Nick Coghlan ncoghlan at gmail.com
Fri Oct 28 01:56:39 CEST 2011


On Fri, Oct 28, 2011 at 5:33 AM, Paul Moore <p.f.moore at gmail.com> wrote:
> On 27 October 2011 20:15, Arnaud Delobelle <arnodel at gmail.com> wrote:
>
>>> That article states that Python has coroutines as of 2.5 -- that's
>>> incorrect, isn't it?
>>
>> Generator functions + trampoline = coroutines
>
> If I understand, the cofunctions of this thread aren't coroutines as
> such, they are something intended to make writing coroutines easier in
> some way. My problem is that it's not at all obvious how they help.
> That's partly because the generator+trampoline idiom, although
> possible, is not at all common so that there's little in the way of
> examples, and even less in the way of common understanding, of how the
> idiom works and what problems there are putting it into practice.

I highly recommend reading the article Mark Shannon linked earlier in
the thread. I confess I didn't finish the whole thing, but even the
first half of it made me realise *why* coroutine programming in Python
(sans Stackless or greenlet) is such a pain: *every* frame on the
coroutine stack has to be a generator frame in order to support
suspending the generator.

When a generator calls into an ordinary function, suspension is not
possible until control has returned to the main generator frame.
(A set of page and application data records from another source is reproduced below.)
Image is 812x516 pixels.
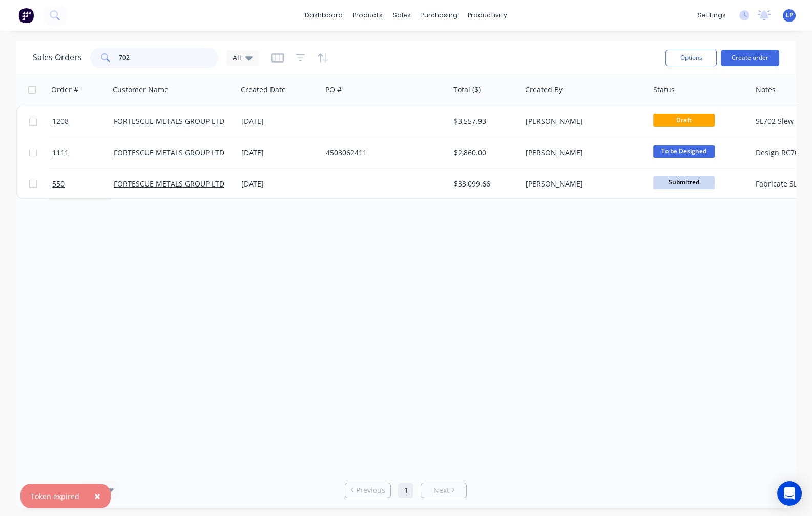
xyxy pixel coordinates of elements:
[356,485,385,495] span: Previous
[756,84,776,94] div: Notes
[454,148,515,158] div: $2,860.00
[786,11,793,20] span: LP
[653,176,715,189] span: Submitted
[526,179,640,189] div: [PERSON_NAME]
[454,84,481,94] div: Total ($)
[233,52,242,63] span: All
[525,84,562,94] div: Created By
[398,482,414,498] a: Page 1 is your current page
[52,116,69,127] span: 1208
[326,148,440,158] div: 4503062411
[114,148,224,157] a: FORTESCUE METALS GROUP LTD
[300,8,348,23] a: dashboard
[388,8,416,23] div: sales
[112,84,169,94] div: Customer Name
[653,84,675,94] div: Status
[416,8,463,23] div: purchasing
[32,53,82,63] h1: Sales Orders
[526,148,640,158] div: [PERSON_NAME]
[31,491,79,502] div: Token expired
[693,8,731,23] div: settings
[242,116,318,127] div: [DATE]
[325,84,342,94] div: PO #
[666,50,717,66] button: Options
[777,481,802,505] div: Open Intercom Messenger
[463,8,513,23] div: productivity
[454,179,515,189] div: $33,099.66
[52,137,114,168] a: 1111
[421,485,467,495] a: Next page
[341,482,471,498] ul: Pagination
[52,148,69,158] span: 1111
[51,84,79,94] div: Order #
[242,148,318,158] div: [DATE]
[345,485,391,495] a: Previous page
[526,116,640,127] div: [PERSON_NAME]
[454,116,515,127] div: $3,557.93
[19,8,34,23] img: Factory
[433,485,449,495] span: Next
[52,179,65,189] span: 550
[653,145,715,158] span: To be Designed
[94,489,100,503] span: ×
[52,106,114,137] a: 1208
[114,179,224,189] a: FORTESCUE METALS GROUP LTD
[84,484,111,508] button: Close
[721,50,780,66] button: Create order
[52,169,114,199] a: 550
[242,179,318,189] div: [DATE]
[119,48,219,68] input: Search...
[348,8,388,23] div: products
[114,116,224,126] a: FORTESCUE METALS GROUP LTD
[241,84,286,94] div: Created Date
[653,114,715,127] span: Draft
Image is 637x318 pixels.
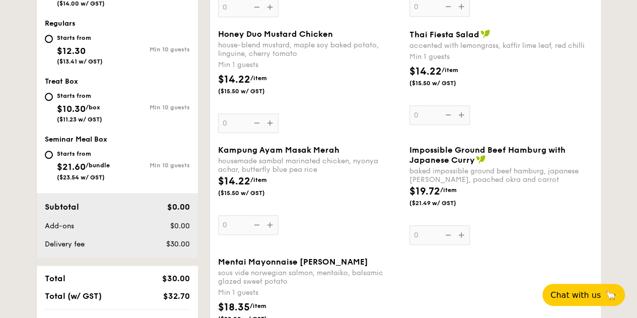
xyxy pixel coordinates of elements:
span: /item [250,176,267,183]
div: Min 1 guests [409,52,593,62]
div: Starts from [57,150,110,158]
div: Min 10 guests [117,104,190,111]
span: Regulars [45,19,76,28]
span: ($15.50 w/ GST) [409,79,478,87]
div: Starts from [57,92,102,100]
span: $21.60 [57,161,86,172]
div: housemade sambal marinated chicken, nyonya achar, butterfly blue pea rice [218,157,401,174]
div: Min 1 guests [218,60,401,70]
span: ($23.54 w/ GST) [57,174,105,181]
span: $14.22 [218,74,250,86]
span: /item [250,302,266,309]
span: $0.00 [170,222,189,230]
div: accented with lemongrass, kaffir lime leaf, red chilli [409,41,593,50]
span: Seminar Meal Box [45,135,107,144]
span: ($11.23 w/ GST) [57,116,102,123]
div: house-blend mustard, maple soy baked potato, linguine, cherry tomato [218,41,401,58]
span: Kampung Ayam Masak Merah [218,145,339,155]
span: Impossible Ground Beef Hamburg with Japanese Curry [409,145,566,165]
div: Min 10 guests [117,46,190,53]
span: Treat Box [45,77,78,86]
span: $14.22 [409,65,442,78]
img: icon-vegan.f8ff3823.svg [480,29,491,38]
span: $30.00 [166,240,189,248]
span: Honey Duo Mustard Chicken [218,29,333,39]
span: ($13.41 w/ GST) [57,58,103,65]
div: Min 10 guests [117,162,190,169]
span: $10.30 [57,103,86,114]
span: $14.22 [218,175,250,187]
span: $12.30 [57,45,86,56]
input: Starts from$10.30/box($11.23 w/ GST)Min 10 guests [45,93,53,101]
input: Starts from$12.30($13.41 w/ GST)Min 10 guests [45,35,53,43]
span: ($21.49 w/ GST) [409,199,478,207]
span: $32.70 [163,291,189,301]
span: Add-ons [45,222,74,230]
span: $30.00 [162,273,189,283]
span: Total [45,273,65,283]
span: ($15.50 w/ GST) [218,189,287,197]
span: Delivery fee [45,240,85,248]
span: /item [440,186,457,193]
span: $0.00 [167,202,189,212]
img: icon-vegan.f8ff3823.svg [476,155,486,164]
span: Chat with us [550,290,601,300]
div: sous vide norwegian salmon, mentaiko, balsamic glazed sweet potato [218,268,401,286]
span: $19.72 [409,185,440,197]
span: /item [442,66,458,74]
span: Subtotal [45,202,79,212]
span: /item [250,75,267,82]
span: 🦙 [605,289,617,301]
div: Min 1 guests [218,288,401,298]
span: /box [86,104,100,111]
span: Thai Fiesta Salad [409,30,479,39]
div: Starts from [57,34,103,42]
span: Mentai Mayonnaise [PERSON_NAME] [218,257,368,266]
input: Starts from$21.60/bundle($23.54 w/ GST)Min 10 guests [45,151,53,159]
button: Chat with us🦙 [542,284,625,306]
div: baked impossible ground beef hamburg, japanese [PERSON_NAME], poached okra and carrot [409,167,593,184]
span: Total (w/ GST) [45,291,102,301]
span: $18.35 [218,301,250,313]
span: ($15.50 w/ GST) [218,87,287,95]
span: /bundle [86,162,110,169]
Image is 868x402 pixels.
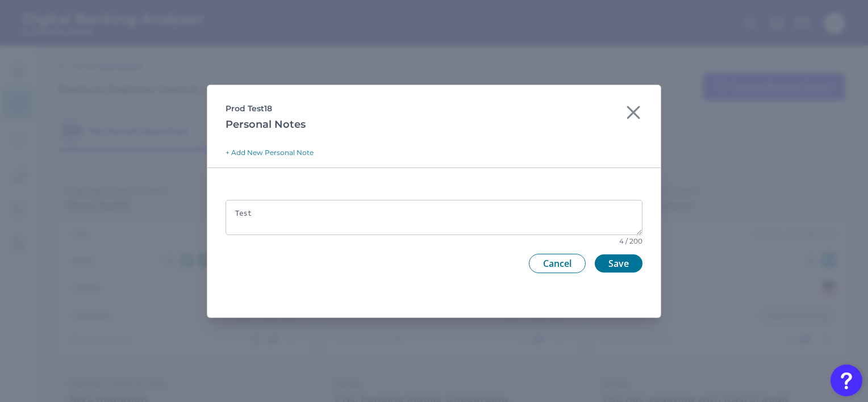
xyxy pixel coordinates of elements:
[225,237,642,245] div: 4 / 200
[225,200,642,235] textarea: Test
[225,103,624,114] div: Prod Test18
[225,148,313,157] a: + Add New Personal Note
[225,118,624,131] div: Personal Notes
[594,255,642,272] button: Save
[830,365,862,396] button: Open Resource Center
[529,254,586,273] button: Cancel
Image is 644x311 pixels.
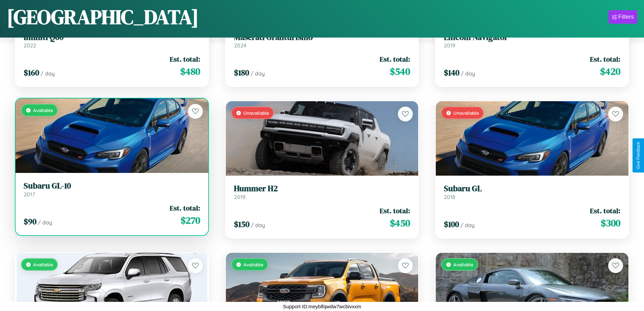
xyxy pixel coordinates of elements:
span: $ 300 [601,216,620,230]
span: 2022 [24,42,36,49]
div: Give Feedback [636,142,640,169]
span: 2019 [444,42,455,49]
span: Est. total: [590,206,620,215]
span: / day [461,70,475,77]
span: $ 540 [390,65,410,78]
span: $ 450 [390,216,410,230]
span: / day [461,222,475,228]
span: / day [38,219,52,226]
span: / day [41,70,55,77]
span: Est. total: [380,206,410,215]
h3: Subaru GL [444,184,620,194]
span: $ 480 [180,65,200,78]
span: $ 420 [600,65,620,78]
span: Est. total: [170,203,200,213]
span: $ 150 [234,219,250,230]
button: Filters [609,10,637,24]
span: $ 270 [181,214,200,227]
span: 2018 [444,194,455,200]
a: Infiniti Q602022 [24,33,200,49]
span: 2024 [234,42,246,49]
span: 2017 [24,191,35,198]
span: 2019 [234,194,245,200]
a: Subaru GL2018 [444,184,620,200]
div: Filters [618,14,634,20]
span: Available [453,262,473,267]
span: $ 160 [24,67,39,78]
span: Unavailable [243,110,269,116]
span: $ 100 [444,219,459,230]
span: Available [243,262,263,267]
span: $ 140 [444,67,459,78]
span: Est. total: [590,54,620,64]
span: Available [33,262,53,267]
p: Support ID: meyblfqwdw7wcbivxxm [283,302,361,311]
span: Est. total: [380,54,410,64]
span: Est. total: [170,54,200,64]
a: Lincoln Navigator2019 [444,33,620,49]
span: Unavailable [453,110,479,116]
a: Maserati Granturismo2024 [234,33,410,49]
span: / day [250,70,264,77]
h3: Subaru GL-10 [24,181,200,191]
a: Hummer H22019 [234,184,410,200]
span: / day [251,222,265,228]
span: $ 90 [24,216,37,227]
h3: Hummer H2 [234,184,410,194]
span: Available [33,107,53,113]
span: $ 180 [234,67,249,78]
h1: [GEOGRAPHIC_DATA] [7,3,199,31]
a: Subaru GL-102017 [24,181,200,198]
What
this means is that, for example, if you want to use generators to
implement asynchronous I/O, every layer between your top level
generator and the asynchronous I/O request *also* has to be a
generator, or the suspension doesn't work properly (control will be
returned to the innermost function frame, when you really want it to
get all the way back to the scheduler).

PEP 380 (i.e. "yield from") makes it easier to *create* those stacks
of generator frames, but it doesn't make the need for them to go away.
Proceeding further down that path (as PEP 3152 does) would essentially
partitioning Python programming into two distinct subsets: 'ordinary'
programming (where you can freely mix generators and ordinary function
frames) and 'generator coroutine' programming (where it *has* to be
generators all the way down to get suspension to work).

In some ways, this is the situation we have now, where people using
Twisted and other explicitly asynchronous libraries have to be
continuously aware of the risk of inadvertently calling functions that
might block. There's no way to write I/O functions that internally say
"if I'm in a coroutine, suspend with an asynchronous I/O request,
otherwise perform the I/O request synchronously".

Frankly, now that I understand the problem more clearly, attempting to
attack it by making it easier to create stacks consisting entirely of
generator frames strikes me as a terrible idea. Far better to find a
way to have a dynamic "non-local" yield construct that yields from the
*outermost* generator frame in the stack, regardless of whether the
current frame is a generator or not.

Ideally, we would like to make it possible to write code like this:

    def coroutine_friendly_io(*args, **kwds):
        if in_coroutine():
            return coyield AsychronousRequest(async_op, *args, **kwds)
        else:
            return sync_op(*args, **kwds)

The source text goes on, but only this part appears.